So how come the bones/hoofs/cartilage/etc don't get generified into the generic animal type like leather does?
The butchering reactions generate CORPSEPIECEs based on the animal they come from, not the
materials of the animal they come from. In order to generify them I'd need to be able to modify the butchering reactions, and those are hardcoded. (This would be necessary, but might not be sufficient - dealing with corpses through reactions is tricky business.)
The reason meats, fat and skin aren't similarly tied to their creatures is because they're not CORPSEPIECEs - they're MEATs and GLOBs.
IIRC, with the exception of the megabeasts & [INTELLIGENT] creatures, products
made of bones, hooves, & teeth should be generic.

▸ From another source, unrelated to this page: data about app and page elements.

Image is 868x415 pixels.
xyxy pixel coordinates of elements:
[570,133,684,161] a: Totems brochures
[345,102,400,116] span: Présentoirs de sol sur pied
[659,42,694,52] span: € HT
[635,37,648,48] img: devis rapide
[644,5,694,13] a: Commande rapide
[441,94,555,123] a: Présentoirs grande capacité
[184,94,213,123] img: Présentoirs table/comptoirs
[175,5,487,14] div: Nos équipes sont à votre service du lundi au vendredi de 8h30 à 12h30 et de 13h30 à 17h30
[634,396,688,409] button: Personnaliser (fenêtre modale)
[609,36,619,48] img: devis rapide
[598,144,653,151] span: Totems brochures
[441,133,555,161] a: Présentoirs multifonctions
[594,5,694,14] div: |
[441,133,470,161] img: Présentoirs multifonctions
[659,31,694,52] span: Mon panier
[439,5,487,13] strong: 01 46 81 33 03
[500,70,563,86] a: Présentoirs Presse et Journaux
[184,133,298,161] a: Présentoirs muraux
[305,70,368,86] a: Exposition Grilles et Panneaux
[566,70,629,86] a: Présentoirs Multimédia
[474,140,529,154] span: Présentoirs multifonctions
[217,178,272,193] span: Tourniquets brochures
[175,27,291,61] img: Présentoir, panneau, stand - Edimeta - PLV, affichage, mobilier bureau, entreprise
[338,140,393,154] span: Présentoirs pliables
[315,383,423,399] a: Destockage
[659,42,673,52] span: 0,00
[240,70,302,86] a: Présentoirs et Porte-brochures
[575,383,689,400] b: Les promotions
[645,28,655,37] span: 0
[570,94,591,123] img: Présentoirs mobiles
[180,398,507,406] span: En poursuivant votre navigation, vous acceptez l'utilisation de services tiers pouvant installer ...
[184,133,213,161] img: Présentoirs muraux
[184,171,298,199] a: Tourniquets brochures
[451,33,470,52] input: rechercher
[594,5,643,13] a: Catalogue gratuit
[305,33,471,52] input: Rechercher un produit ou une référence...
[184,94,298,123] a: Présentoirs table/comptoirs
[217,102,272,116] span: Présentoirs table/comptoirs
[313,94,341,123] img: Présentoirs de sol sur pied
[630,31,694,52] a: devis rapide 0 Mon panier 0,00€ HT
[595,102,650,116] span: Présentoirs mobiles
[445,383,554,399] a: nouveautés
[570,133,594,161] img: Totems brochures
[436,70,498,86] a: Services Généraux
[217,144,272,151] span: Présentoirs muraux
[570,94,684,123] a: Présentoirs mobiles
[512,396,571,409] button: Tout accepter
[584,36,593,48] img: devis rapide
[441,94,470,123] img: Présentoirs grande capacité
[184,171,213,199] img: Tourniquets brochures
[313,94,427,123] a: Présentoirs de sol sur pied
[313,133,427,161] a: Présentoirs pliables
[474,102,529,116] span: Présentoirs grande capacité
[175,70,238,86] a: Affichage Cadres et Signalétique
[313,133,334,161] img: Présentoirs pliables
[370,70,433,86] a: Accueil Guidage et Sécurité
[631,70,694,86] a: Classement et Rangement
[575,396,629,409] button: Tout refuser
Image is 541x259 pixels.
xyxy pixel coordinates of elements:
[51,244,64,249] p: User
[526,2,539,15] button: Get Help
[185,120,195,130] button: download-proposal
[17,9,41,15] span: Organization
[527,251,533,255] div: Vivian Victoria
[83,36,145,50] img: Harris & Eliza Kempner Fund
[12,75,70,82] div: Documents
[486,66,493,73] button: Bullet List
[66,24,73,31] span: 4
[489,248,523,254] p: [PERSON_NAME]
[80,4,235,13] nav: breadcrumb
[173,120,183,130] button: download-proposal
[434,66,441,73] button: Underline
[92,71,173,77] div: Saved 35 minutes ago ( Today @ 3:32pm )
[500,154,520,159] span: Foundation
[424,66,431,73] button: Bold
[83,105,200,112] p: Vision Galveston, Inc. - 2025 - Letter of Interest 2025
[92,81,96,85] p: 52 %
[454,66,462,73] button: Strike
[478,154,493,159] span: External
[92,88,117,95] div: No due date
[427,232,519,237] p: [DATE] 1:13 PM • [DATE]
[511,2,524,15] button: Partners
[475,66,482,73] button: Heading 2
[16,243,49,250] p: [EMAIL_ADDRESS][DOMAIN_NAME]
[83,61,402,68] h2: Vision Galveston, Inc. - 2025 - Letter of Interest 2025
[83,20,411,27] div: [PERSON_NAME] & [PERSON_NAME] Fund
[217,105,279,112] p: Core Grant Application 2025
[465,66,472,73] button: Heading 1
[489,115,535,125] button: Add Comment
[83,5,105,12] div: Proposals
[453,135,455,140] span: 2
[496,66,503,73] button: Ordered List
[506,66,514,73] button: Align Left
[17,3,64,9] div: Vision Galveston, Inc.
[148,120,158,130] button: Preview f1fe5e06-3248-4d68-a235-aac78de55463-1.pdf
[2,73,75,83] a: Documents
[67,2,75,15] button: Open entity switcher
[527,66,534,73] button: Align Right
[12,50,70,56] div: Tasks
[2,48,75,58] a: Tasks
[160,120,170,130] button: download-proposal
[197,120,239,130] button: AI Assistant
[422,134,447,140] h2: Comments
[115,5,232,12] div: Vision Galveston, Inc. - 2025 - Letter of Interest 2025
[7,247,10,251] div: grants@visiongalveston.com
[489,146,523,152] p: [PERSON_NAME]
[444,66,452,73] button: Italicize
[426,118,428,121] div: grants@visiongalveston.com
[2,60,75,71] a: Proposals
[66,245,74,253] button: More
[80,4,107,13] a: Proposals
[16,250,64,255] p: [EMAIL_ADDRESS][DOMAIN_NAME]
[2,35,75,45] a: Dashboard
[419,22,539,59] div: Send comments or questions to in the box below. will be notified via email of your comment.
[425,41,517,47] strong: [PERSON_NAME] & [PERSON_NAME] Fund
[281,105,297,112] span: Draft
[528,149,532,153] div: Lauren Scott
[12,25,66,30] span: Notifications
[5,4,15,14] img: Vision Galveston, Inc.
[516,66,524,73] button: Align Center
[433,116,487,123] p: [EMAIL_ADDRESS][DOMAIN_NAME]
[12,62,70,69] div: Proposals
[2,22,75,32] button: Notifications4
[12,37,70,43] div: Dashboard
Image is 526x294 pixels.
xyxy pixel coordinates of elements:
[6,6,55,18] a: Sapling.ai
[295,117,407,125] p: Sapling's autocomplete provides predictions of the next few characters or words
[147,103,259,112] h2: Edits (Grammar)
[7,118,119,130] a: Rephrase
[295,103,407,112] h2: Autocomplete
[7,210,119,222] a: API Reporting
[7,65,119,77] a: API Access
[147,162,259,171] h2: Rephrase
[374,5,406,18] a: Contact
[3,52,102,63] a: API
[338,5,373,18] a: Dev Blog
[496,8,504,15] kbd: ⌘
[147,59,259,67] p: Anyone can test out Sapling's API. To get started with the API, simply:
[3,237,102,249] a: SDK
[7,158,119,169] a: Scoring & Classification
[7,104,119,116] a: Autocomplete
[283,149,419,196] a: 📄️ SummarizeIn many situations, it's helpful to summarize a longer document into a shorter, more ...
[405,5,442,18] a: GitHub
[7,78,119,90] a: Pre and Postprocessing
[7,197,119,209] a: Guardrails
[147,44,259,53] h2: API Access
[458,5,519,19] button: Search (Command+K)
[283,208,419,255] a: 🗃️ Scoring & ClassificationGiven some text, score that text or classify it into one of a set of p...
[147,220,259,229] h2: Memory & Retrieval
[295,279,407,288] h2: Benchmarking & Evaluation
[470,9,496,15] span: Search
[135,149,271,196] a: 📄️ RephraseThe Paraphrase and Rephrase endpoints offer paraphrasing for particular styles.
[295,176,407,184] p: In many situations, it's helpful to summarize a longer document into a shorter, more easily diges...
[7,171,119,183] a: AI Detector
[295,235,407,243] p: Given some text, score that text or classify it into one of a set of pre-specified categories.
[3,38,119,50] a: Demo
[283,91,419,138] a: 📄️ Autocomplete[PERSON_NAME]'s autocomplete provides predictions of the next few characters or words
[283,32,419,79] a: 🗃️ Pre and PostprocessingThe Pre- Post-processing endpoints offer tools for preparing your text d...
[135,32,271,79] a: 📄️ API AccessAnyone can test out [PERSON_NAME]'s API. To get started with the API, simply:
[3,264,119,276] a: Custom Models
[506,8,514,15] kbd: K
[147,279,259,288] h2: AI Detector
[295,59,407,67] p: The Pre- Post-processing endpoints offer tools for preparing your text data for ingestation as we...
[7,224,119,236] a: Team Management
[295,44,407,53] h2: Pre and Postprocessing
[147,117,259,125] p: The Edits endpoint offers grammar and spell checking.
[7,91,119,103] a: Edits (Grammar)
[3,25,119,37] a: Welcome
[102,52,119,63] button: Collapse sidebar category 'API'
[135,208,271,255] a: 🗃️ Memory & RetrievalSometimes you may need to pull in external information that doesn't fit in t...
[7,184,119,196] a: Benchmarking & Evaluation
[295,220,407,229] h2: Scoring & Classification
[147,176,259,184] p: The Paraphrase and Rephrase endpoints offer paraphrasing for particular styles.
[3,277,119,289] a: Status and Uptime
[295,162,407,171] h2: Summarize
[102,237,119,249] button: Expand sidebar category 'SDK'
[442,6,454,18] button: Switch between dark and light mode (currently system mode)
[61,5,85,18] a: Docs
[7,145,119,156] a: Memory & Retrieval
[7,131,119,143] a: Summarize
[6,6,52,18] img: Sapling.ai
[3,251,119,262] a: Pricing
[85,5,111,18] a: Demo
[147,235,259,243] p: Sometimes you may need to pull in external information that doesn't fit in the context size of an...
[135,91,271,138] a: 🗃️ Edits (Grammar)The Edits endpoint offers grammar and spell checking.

Warning: rambling follows.
It would be possible to
somewhat generify body parts by creating dummy animals for each different
category of animal, where the categories are an intersection of average size and what sorts of products they're supposed to produce. For example I could make a generic woolbeast, and make every wooly animal drop a woolbeast corpse instead of its own corpse. However, this has the strong drawback that a newborn lamb would drop a corpse with the same amount of meat, bones & wool as a full-grown ram. This could be worked around with child castes and timed transformation syndromes, but this would require at least 2 new castes, interactions, and syndromes per creature, and I don't think it would be worth it in either development time or performance enhancement. Hell, it might actually
reduce performance, as critters tend to spam interactions, and there would be a bunch of ticking syndromes to track.